In my time as a mainframe programmer I have seen a lot of procedures and functions in PL/I which are able to remove trailing blanks. Even though PL/I has a large selection of built-in functions the IBM team behind PL/I did not provide us with a strip function. Luckily this has changed in the newest version of PL/I called Enterprise PL/I. Now we can all remove our home grown strip functions and use the authorised version.

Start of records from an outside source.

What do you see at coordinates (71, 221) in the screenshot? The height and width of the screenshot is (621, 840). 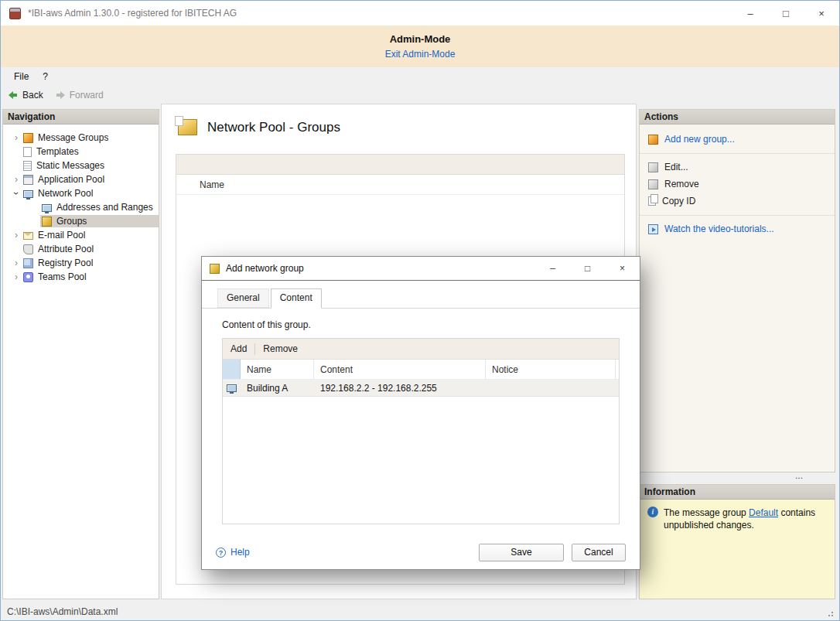 I see `tree-item-label: Groups` at bounding box center [71, 221]. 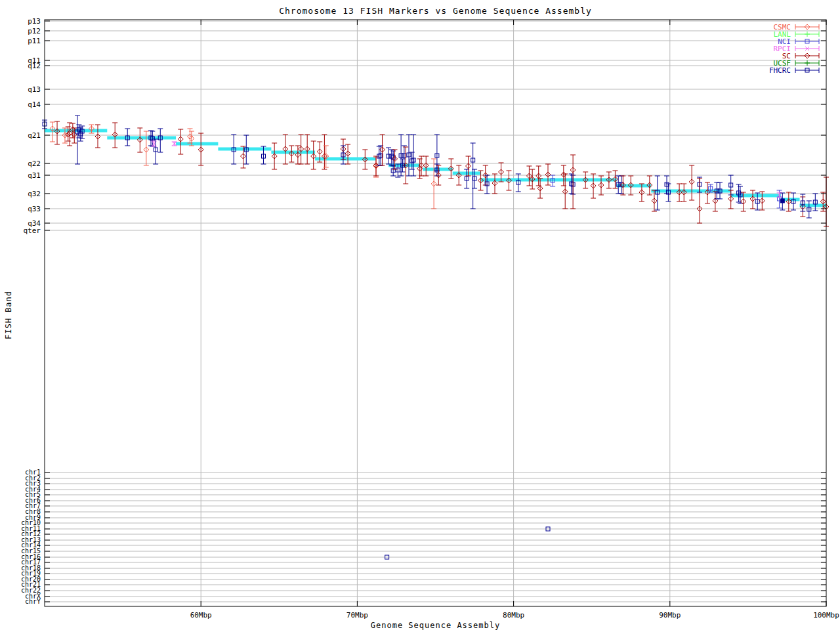 I want to click on x-tick-label: 70Mbp, so click(x=357, y=616).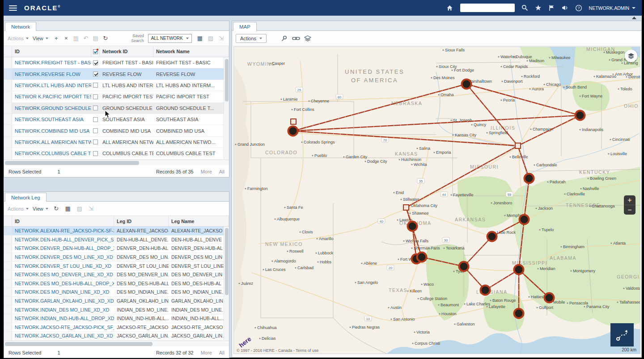 The width and height of the screenshot is (644, 359). Describe the element at coordinates (141, 221) in the screenshot. I see `column-header-leg-id: Leg ID` at that location.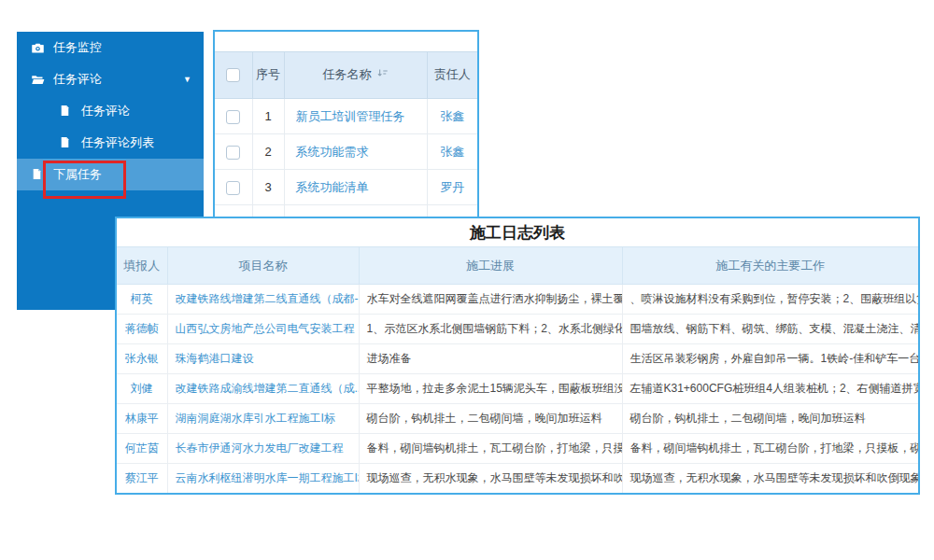  What do you see at coordinates (263, 449) in the screenshot?
I see `project-link: 长春市伊通河水力发电厂改建工程` at bounding box center [263, 449]. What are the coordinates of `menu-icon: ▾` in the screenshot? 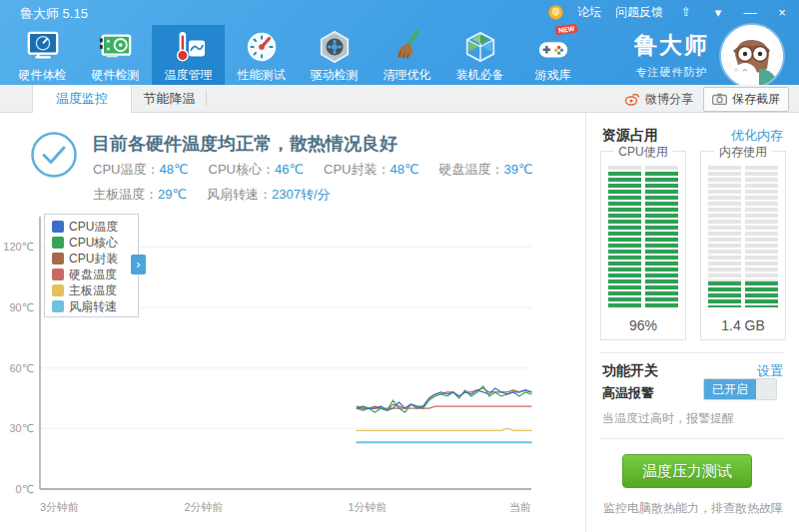 It's located at (718, 12).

As usual the PL/I lab has decided to be different. Removal of trailing blanks is performed by a function called STRIP in REXX and DB2 (DB2 has a RTRIM function to remove trailing characters, but it is just a specialized version of STRIP), but in PL/I it is called TRIM . The parameters for TRIM are of course also different and when you read the description of the parameters you end up being quite confused. I hope this overview is more clear:

  • The first parameter is the character string you want to remove leading or trailing characters from. It does not matter whether this parameter is a CHAR or a CHAR VARYING.
  • The second parameter specifies the characters you want to remove from the beginning of the character string in the first parameter. If you specify '' (an empty string) no leading characters are removed. If you for instance specify 'ab' then all occurences of a or b will be removed until a character different from a and b turns up.
    In other words: TRIM('aaababbbbccc', 'ab') returns 'ccc'.
  • The third parameter specifies the characters you want to remove from the end of the character string in the first parameter. If you specify '' (an empty string) no trailing characters are removed. If you for instance specify 'yz' then all occurences of y or z will be removed until a character different from y and z turns up.
    In other words: TRIM('aaababbbbcccdddzzzzzyyyzzzyyy', 'ab', 'yz') returns 'cccddd'.

The conclusion is that trailing blanks will be removed using the following TRIM:

mynonstrippedvariable = 'some nonsense       ';
put skip list('theStrippedResult=<' !! TRIM(mynonstrippedvariable, '', ' ') !! '>');

This example will print: theStrippedResult=<some nonsense>. By the way the result of TRIM is always a CHAR VARYING.